How to Fix the Most Annoying Things About Your Favorite Word Processor
by Guy Hart-Davis
Published by O’Reilly
ISBN: 0-596-00954-2
256 pages, $19.95 US, $27.95 CA, £12.95 UK
http://www.oreilly.com/catalog/wordannoyances/index.html
“What fresh hell is this?”
—Dorothy Parker’s response to a ringing telephone.
A lot of water has passed under the bridge since the publication of O’Reilly’s Word 97 Annoyances by Woody Leonhard, T. J. Lee, and Lee Hudspeth, one of the most highly valued books ever written on Microsoft Word. Fortunately, Guy Hart-Davis has been tending the bridge during that time, and now he has compiled a book of annoyances associated with more recent versions of Word.
Hart-Davis’s response to Word brings to mind Dorothy Parker’s response to a ringing telephone. He acknowledges that Word’s capabilities have increased steadily with each new release. He acknowledges that Word today is “arguably the best word processor on the planet.” Yet he fears that, with each new release of Word, users are more likely to find themselves confronted by the following realization:
“Word is trying to help you, and its help is making things worse.”
Well, that’s the pitch, anyway. Actually, Word Annoyances is a fairly conventional (and quite a decent) book of tips on how to be productive with Microsoft Word. The “annoyances” angle is just that: an angle. For example, the tip on how to jump from one table or heading to the next is presented as a response to the following annoyance: “Why isn’t there a way to find the next table or heading?” This seems less an annoyance and more a case of a user simply needing more information about how Word works. No matter, since the book provides the information needed.
Even if it is no more than an angle, the annoyances angle makes for fun reading. At one point, Hart-Davis writes, “Arrgh! I’m asking to have a file opened, not my heart transplanted.” Similar expressions of exasperation can be found throughout the text, along with short, reasonably clearly written steps for relieving the exasperation.
Users looking for long, conceptual explanations of Word’s inner workings will be disappointed. This isn’t that kind of book. Instead, the book is geared to readers who want to take immediate corrective action without necessarily developing a thorough understanding of why the recommended action works.
One of the book’s strengths is its combination of breezy style and breadth of subject matter. The annoyances are organized into chapters on Installation, Repair, and Configuration; Creating and Saving Documents; Text Entry and Editing; Formatting and Layout; Numbering; Forms, Revising, Proofing, and Finalizing; Printing, Faxing and Scanning; Tables, Columns, and Text Boxes; Macros; OLE and Mail Merge; and MacWord.
The table of contents lists every single annoyance for each chapter, which makes it very easy to determine whether your pet peeve is addressed. The index includes a generous listing of Word’s functions and interface elements as well as key words from the various annoyances, so it’s very easy to find topics of interest to you, even if you’re uncertain how a given annoyance is phrased in the text.
The original Word 97 Annoyances book was a diamond-in-the-rough, with superb technical information but a scatter-gun approach that covered some topics in greater depth than others and skipped many topics altogether. By comparison, Hart-Davis’s book might lack the details that extremely advanced and extremely technical users are looking for, but it offers handy, practical advice on a wide range of topics of interest to the vast majority of Word users.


What the task asks -
Word for word, restate every line from the one with "Detect <b>human head</b>." through the end of the records below, both included, and add nothing.

⟨

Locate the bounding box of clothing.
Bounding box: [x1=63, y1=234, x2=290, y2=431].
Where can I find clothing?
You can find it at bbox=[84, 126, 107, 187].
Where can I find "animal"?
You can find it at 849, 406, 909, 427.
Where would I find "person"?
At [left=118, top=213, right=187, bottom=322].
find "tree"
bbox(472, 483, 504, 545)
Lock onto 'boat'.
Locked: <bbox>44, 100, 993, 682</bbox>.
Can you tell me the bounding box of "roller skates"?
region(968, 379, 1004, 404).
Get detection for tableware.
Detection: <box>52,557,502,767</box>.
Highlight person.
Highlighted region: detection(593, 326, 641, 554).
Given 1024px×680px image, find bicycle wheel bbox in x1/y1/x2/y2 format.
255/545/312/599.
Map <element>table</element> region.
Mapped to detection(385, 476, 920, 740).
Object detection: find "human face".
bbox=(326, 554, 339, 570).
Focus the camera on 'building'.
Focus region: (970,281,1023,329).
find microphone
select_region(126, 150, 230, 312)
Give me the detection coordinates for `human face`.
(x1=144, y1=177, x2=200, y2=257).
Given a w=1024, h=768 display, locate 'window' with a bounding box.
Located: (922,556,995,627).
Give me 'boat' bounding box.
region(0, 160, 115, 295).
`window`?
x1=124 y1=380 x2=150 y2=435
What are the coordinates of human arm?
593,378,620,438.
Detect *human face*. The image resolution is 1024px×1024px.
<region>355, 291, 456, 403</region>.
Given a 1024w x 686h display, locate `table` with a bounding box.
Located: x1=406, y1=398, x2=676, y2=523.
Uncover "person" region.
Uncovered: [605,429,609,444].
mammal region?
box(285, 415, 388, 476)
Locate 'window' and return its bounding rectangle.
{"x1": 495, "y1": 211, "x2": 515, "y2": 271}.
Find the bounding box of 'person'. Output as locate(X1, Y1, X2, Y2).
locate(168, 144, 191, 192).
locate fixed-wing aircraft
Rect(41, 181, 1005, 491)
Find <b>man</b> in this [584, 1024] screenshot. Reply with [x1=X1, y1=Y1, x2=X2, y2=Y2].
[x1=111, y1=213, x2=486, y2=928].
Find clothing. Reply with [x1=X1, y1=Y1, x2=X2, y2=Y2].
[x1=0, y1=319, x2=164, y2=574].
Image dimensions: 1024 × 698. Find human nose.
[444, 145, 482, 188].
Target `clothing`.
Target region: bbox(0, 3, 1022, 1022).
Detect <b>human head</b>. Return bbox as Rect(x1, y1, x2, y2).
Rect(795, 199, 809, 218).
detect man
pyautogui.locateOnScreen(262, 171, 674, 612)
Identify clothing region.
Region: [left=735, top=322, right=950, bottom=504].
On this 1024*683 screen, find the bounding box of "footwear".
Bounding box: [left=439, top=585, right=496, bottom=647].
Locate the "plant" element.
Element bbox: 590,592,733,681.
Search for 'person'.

⟩

Answer for this exercise -
Detect <b>human head</b>. Return bbox as Rect(x1, y1, x2, y2).
Rect(795, 199, 809, 218).
detect man
pyautogui.locateOnScreen(262, 171, 674, 612)
Identify clothing region.
Region: [left=735, top=322, right=950, bottom=504].
On this 1024*683 screen, find the bounding box of "footwear".
Bounding box: [left=439, top=585, right=496, bottom=647].
Locate the "plant" element.
Element bbox: 590,592,733,681.
Search for 'person'.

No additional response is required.